- Exercise aim
Exact wording is required for every entry; transcribe all of them and leave the images out.

- Record extracts
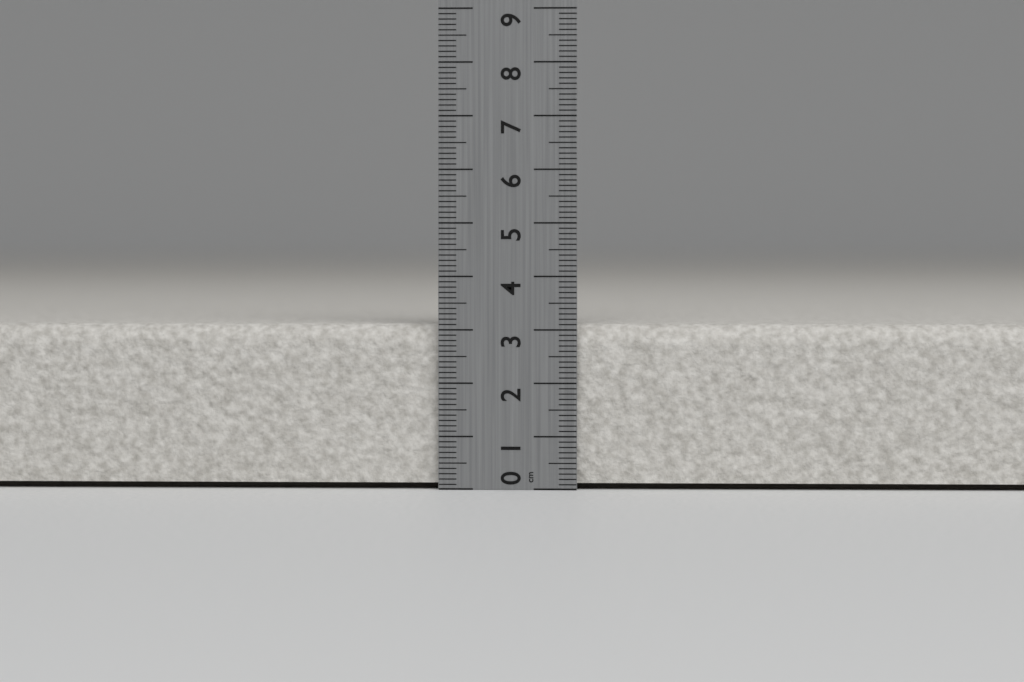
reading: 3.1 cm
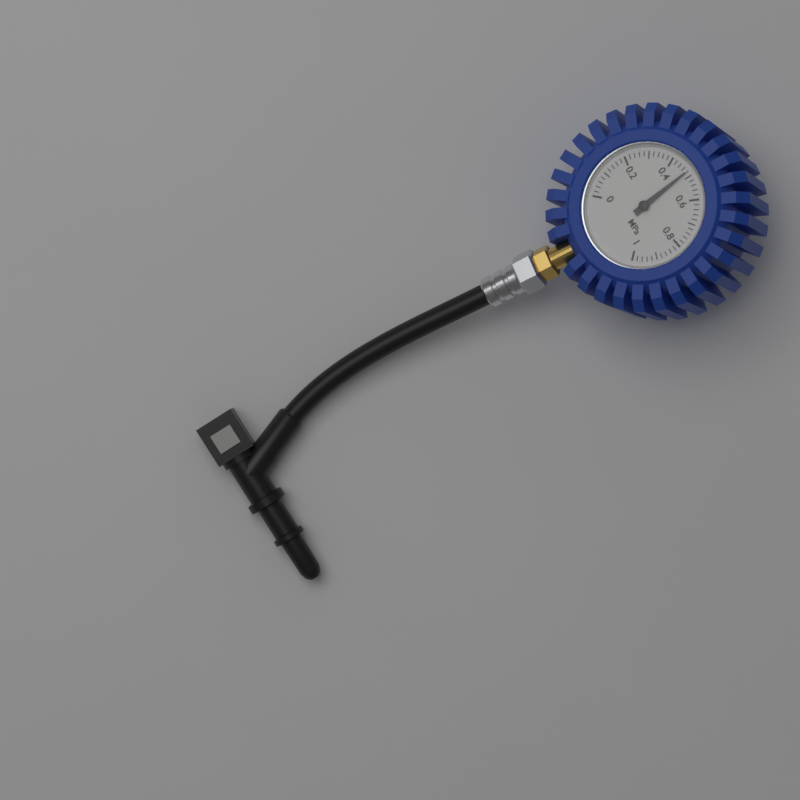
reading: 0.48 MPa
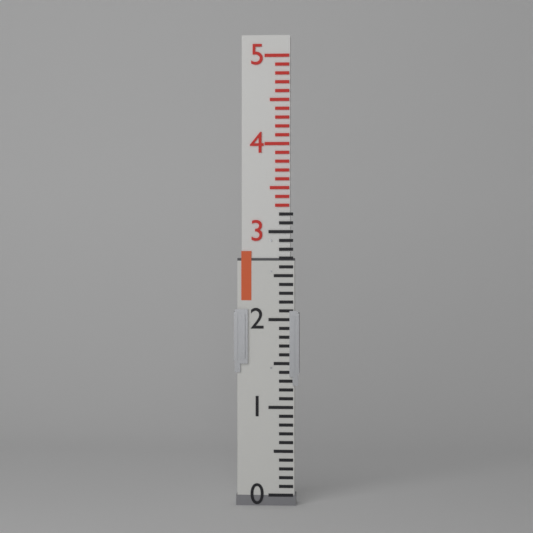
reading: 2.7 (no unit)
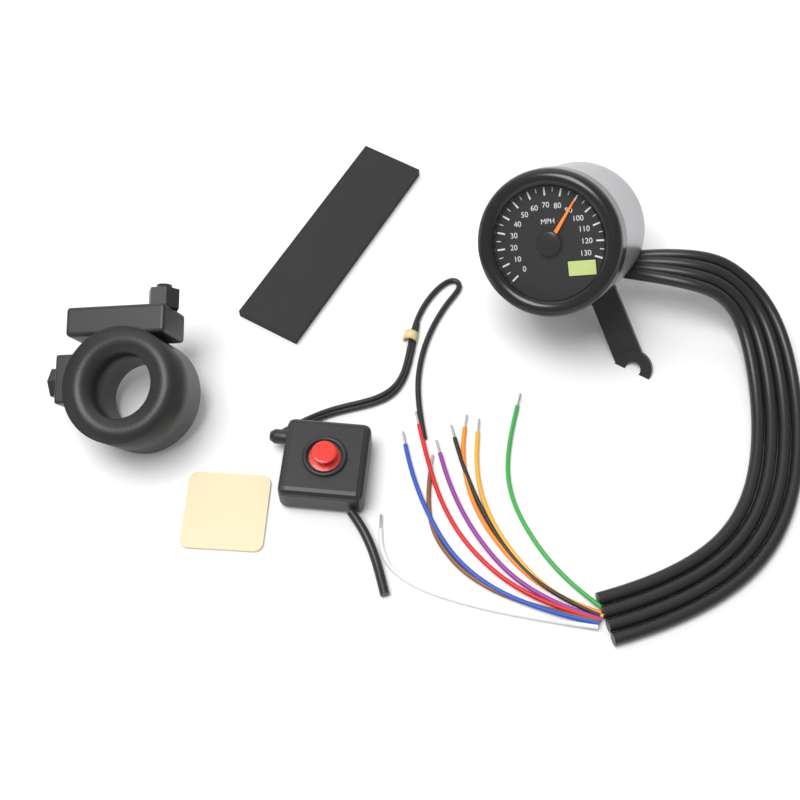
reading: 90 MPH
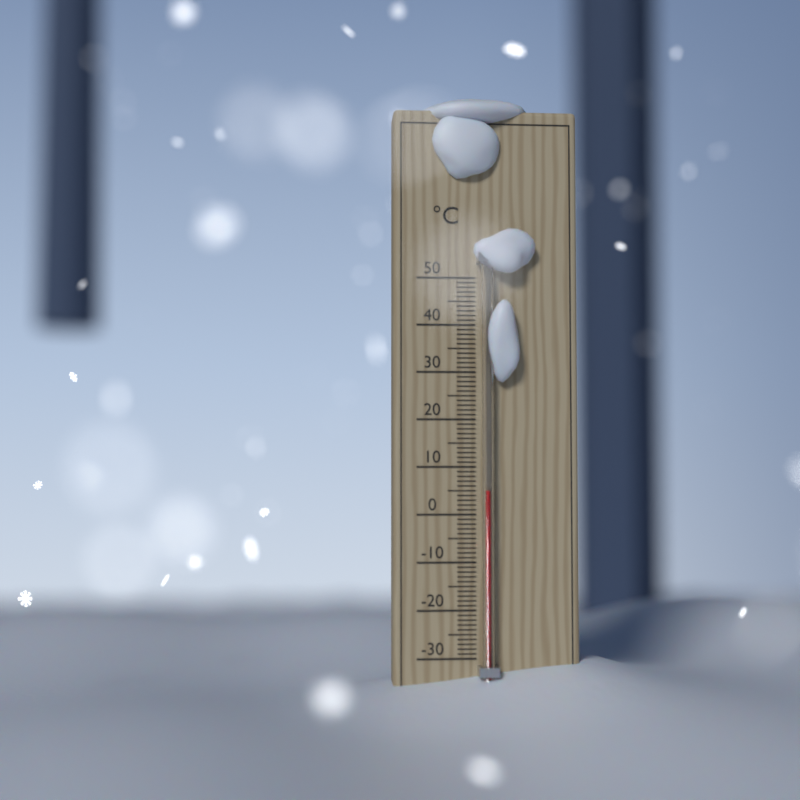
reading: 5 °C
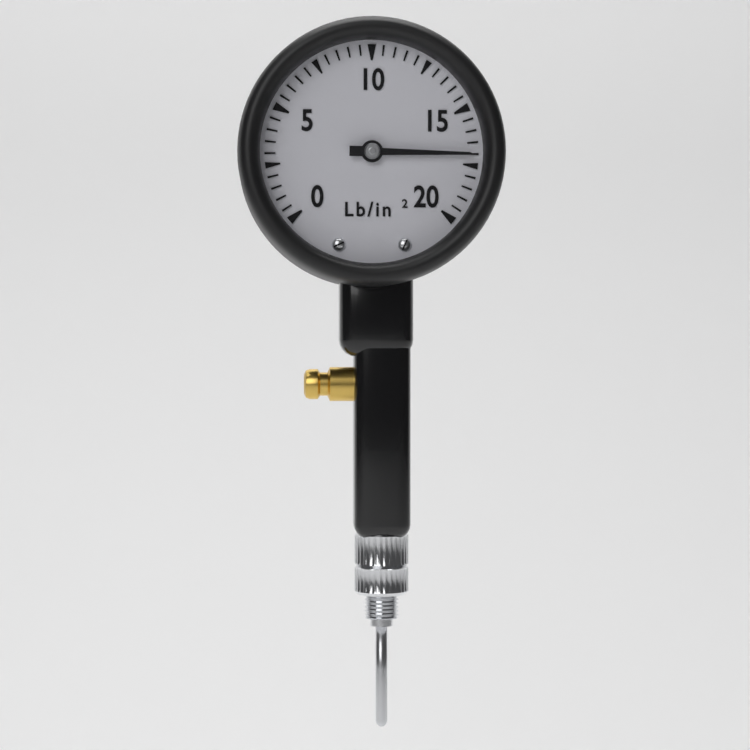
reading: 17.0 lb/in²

- Output
reading: 3.1 cm
reading: 0.48 MPa
reading: 2.7 (no unit)
reading: 90 MPH
reading: 5 °C
reading: 17.0 lb/in²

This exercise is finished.